Robert Mueller’s investigation is officially over.
But the damage he has caused is still playing out.
And now, Mueller could be in massive trouble because of one shocking revelation.
Special Counsel Robert Mueller is planning to retire back to public life.
But when he announced his departure from Washington, Mueller decided to take a moment to have one last shot at President Donald Trump.
Mueller had spent the past two years working to throw Trump in prison, investigating every aspect of his life in order to build a case that the President or his campaign had engaged in collusion with the Russian government in 2016 in order to steal the presidential election from Hillary Clinton.
He failed to connect Trump to anything and had to admit as such when he published his findings.
But that didn’t stop Mueller from throwing around the idea that Trump had engaged in obstruction of justice, giving Democrats one last line of attack to use against the President.
But now, new findings are emerging to show that Mueller’s work to investigate Trump and his associates may have crossed a major red line.
The Washington Times reports, “Robert Mueller says he was able to pinpoint security company executive Erik Prince’s precise location for several hours in January 2017 by matching his mobile phone signal to a cell site near Trump Tower in New York City.”
“The special counsel’s report discloses the use of this investigative technique, by which police determine a suspect’s location via a cellphone’s GPS signal.”
This is a major breach of trust and a huge stain on Mueller’s record as Special Counsel to the Russia Investigation.
What’s more, it actually strengthens Trump’s position against Mueller, as it now gives Trump the ability to point to an action that Mueller took which was completely uncalled for and unacceptable.
This brings all of Mueller’s attacks against Trump into question as well, only damaging the Democrats’ most recent attacks against the President.
“The Prince narrative is one instance in unredacted sections of the report in which Mr. Mueller’s team explicitly discloses cellphone tracking. It raises the question of whether the FBI applied the process to other investigative subjects — a phone’s GPS signal can disclose its exact location within a few feet. One of the first requests the FBI makes when confronting subjects is to ask for their electronic devices,” adds the Washington Times.
“The FBI also relied on cellphone data to verify the location in London of Trump volunteer George Papadopoulos, one of the investigation’s key principals. It centered on the pivotal relationship between Papadopoulos, who wanted to set up a Trump-Kremlin meeting, and Joseph Mifsud, a mysterious London-based professor from Malta,” adds the Washington Times.
The FBI’s “Spygate” scandal just grew in size and scope.
It was already known that they attempted to rig the election to help Hillary defeat Trump.
And now it’s clear that was just the tip of the iceberg.
We will keep you up to date with any new developments in this ongoing story.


Activity: An exact reproduction of the records is required, with all images left out.

Figure record listings:

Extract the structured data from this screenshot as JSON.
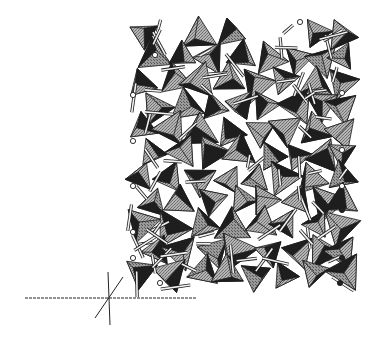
{
  "figure": {
    "type": "crystal-structure-polyhedral-model",
    "width": 376,
    "height": 341,
    "background": "#ffffff",
    "colors": {
      "face_light": "#a8a8a8",
      "face_mid": "#8a8a8a",
      "face_dark": "#1e1e1e",
      "edge": "#1a1a1a",
      "bond": "#f2f2f2",
      "atom": "#ffffff"
    },
    "structure_bounds": {
      "x": 130,
      "y": 18,
      "w": 220,
      "h": 270
    },
    "axes": {
      "horizontal": {
        "x1": 25,
        "y1": 298,
        "x2": 196,
        "y2": 298
      },
      "vertical": {
        "x1": 108,
        "y1": 272,
        "x2": 110,
        "y2": 325
      },
      "diagonal": {
        "x1": 95,
        "y1": 318,
        "x2": 123,
        "y2": 277
      }
    }
  }
}
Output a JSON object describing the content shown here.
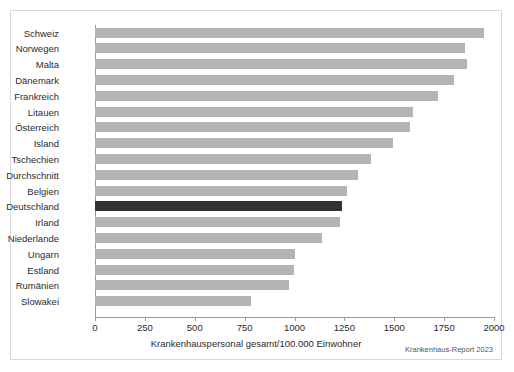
{
  "chart_data": {
    "type": "bar",
    "orientation": "horizontal",
    "title": "",
    "xlabel": "Krankenhauspersonal gesamt/100.000 Einwohner",
    "ylabel": "",
    "xlim": [
      0,
      2000
    ],
    "xticks": [
      0,
      250,
      500,
      750,
      1000,
      1250,
      1500,
      1750,
      2000
    ],
    "xtick_labels": [
      "0",
      "250",
      "500",
      "750",
      "1000",
      "1250",
      "1500",
      "1750",
      "2000"
    ],
    "grid": false,
    "legend": null,
    "categories": [
      "Schweiz",
      "Norwegen",
      "Malta",
      "Dänemark",
      "Frankreich",
      "Litauen",
      "Österreich",
      "Island",
      "Tschechien",
      "Durchschnitt",
      "Belgien",
      "Deutschland",
      "Irland",
      "Niederlande",
      "Ungarn",
      "Estland",
      "Rumänien",
      "Slowakei"
    ],
    "values": [
      1950,
      1855,
      1865,
      1800,
      1720,
      1595,
      1580,
      1495,
      1385,
      1320,
      1265,
      1240,
      1230,
      1140,
      1000,
      995,
      970,
      780
    ],
    "highlight_category": "Deutschland",
    "colors": {
      "bar": "#b3b3b3",
      "highlight": "#333333",
      "axis": "#9a9a9a",
      "text": "#2b2b2b",
      "border": "#d8d8d8",
      "background": "#ffffff"
    }
  },
  "source_note": "Krankenhaus-Report 2023"
}
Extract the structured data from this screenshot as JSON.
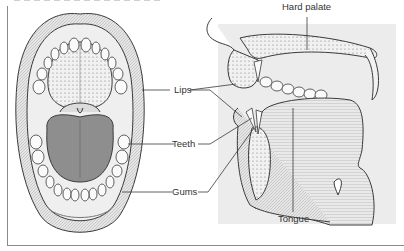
{
  "figure": {
    "type": "anatomy-diagram",
    "views": [
      "front-view-open-mouth",
      "sagittal-section-mouth"
    ],
    "labels": {
      "hard_palate": "Hard palate",
      "lips": "Lips",
      "teeth": "Teeth",
      "gums": "Gums",
      "tongue": "Tongue"
    },
    "colors": {
      "line": "#3a3a3a",
      "tongue_fill": "#8e8e8e",
      "stipple": "#c8c8c8",
      "shade": "#e4e4e4",
      "frame": "#8a8a8a"
    }
  }
}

Task output:
Extract the structured data from this screenshot as JSON.
{
  "figure": {
    "type": "crystal-structure-polyhedral-model",
    "width": 376,
    "height": 341,
    "background": "#ffffff",
    "colors": {
      "face_light": "#a8a8a8",
      "face_mid": "#8a8a8a",
      "face_dark": "#1e1e1e",
      "edge": "#1a1a1a",
      "bond": "#f2f2f2",
      "atom": "#ffffff"
    },
    "structure_bounds": {
      "x": 130,
      "y": 18,
      "w": 220,
      "h": 270
    },
    "axes": {
      "horizontal": {
        "x1": 25,
        "y1": 298,
        "x2": 196,
        "y2": 298
      },
      "vertical": {
        "x1": 108,
        "y1": 272,
        "x2": 110,
        "y2": 325
      },
      "diagonal": {
        "x1": 95,
        "y1": 318,
        "x2": 123,
        "y2": 277
      }
    }
  }
}
Output a JSON object describing the content shown here.
{
  "chart_data": {
    "type": "bar",
    "orientation": "horizontal",
    "title": "",
    "xlabel": "Krankenhauspersonal gesamt/100.000 Einwohner",
    "ylabel": "",
    "xlim": [
      0,
      2000
    ],
    "xticks": [
      0,
      250,
      500,
      750,
      1000,
      1250,
      1500,
      1750,
      2000
    ],
    "xtick_labels": [
      "0",
      "250",
      "500",
      "750",
      "1000",
      "1250",
      "1500",
      "1750",
      "2000"
    ],
    "grid": false,
    "legend": null,
    "categories": [
      "Schweiz",
      "Norwegen",
      "Malta",
      "Dänemark",
      "Frankreich",
      "Litauen",
      "Österreich",
      "Island",
      "Tschechien",
      "Durchschnitt",
      "Belgien",
      "Deutschland",
      "Irland",
      "Niederlande",
      "Ungarn",
      "Estland",
      "Rumänien",
      "Slowakei"
    ],
    "values": [
      1950,
      1855,
      1865,
      1800,
      1720,
      1595,
      1580,
      1495,
      1385,
      1320,
      1265,
      1240,
      1230,
      1140,
      1000,
      995,
      970,
      780
    ],
    "highlight_category": "Deutschland",
    "colors": {
      "bar": "#b3b3b3",
      "highlight": "#333333",
      "axis": "#9a9a9a",
      "text": "#2b2b2b",
      "border": "#d8d8d8",
      "background": "#ffffff"
    }
  },
  "source_note": "Krankenhaus-Report 2023"
}
Extract the structured data from this screenshot as JSON.
{
  "figure": {
    "type": "anatomy-diagram",
    "views": [
      "front-view-open-mouth",
      "sagittal-section-mouth"
    ],
    "labels": {
      "hard_palate": "Hard palate",
      "lips": "Lips",
      "teeth": "Teeth",
      "gums": "Gums",
      "tongue": "Tongue"
    },
    "colors": {
      "line": "#3a3a3a",
      "tongue_fill": "#8e8e8e",
      "stipple": "#c8c8c8",
      "shade": "#e4e4e4",
      "frame": "#8a8a8a"
    }
  }
}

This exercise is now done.